Philadelphia, United States, December 1: The American College of Physicians (ACP) announced today on Worlds’ AIDS Day that the American healthcare professionals must offer testing to all patients above 13 years for human immunodeficiency virus (HIVdefine) which causes AIDS, as a way to identify people who unknowingly carry the disease and might pass it to others.

Two years ago, the U.S. Centers for Disease and Prevention (CDC) in Atlanta, U.S. issued similar guidelines recommending people between the ages of 13 and 64 years to be routinely tested in all healthcare settings. However, a panel of HIVdefine experts said those tests are rarely being performed.

Until 2006, the CDC only recommended testing people who were at greater risk of getting HIV, and those who already have symptoms.

A senior medical associate of the American College of Physicians in Philadelphia, and the lead author of the guideline, Amir Qaseem, said, “ACP recommends that physicians adopt a routine screening policy for HIV and encourage their patients to get tested, regardless of their risk factors.”

The U.S. Centers for Disease Control and Prevention estimates that approximately 60,000 people in United States alone were infected with HIV past year and 50 to 70 percent of new cases of sexually transmitted infections are spread by people who do not even know that they are infected.

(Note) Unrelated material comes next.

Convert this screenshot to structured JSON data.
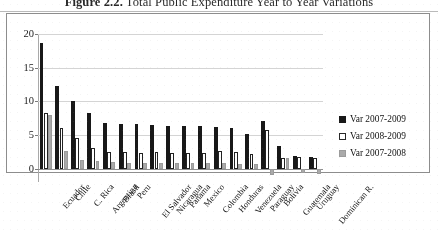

The doctors consider people at 'high risk' of HIV if they have shared needles or if they have had a history of blood transfusion between 1978 and 1985. Sexual activities such as having multiple sexual partners, unprotected sex, having intercourse with persons being treated for sexually transmitted diseases or men who have had sex with men after 1975 also put a person at risk of getting HIV.

The new guidelines appear on the Annals of Internal Medicine website at www.annals.org.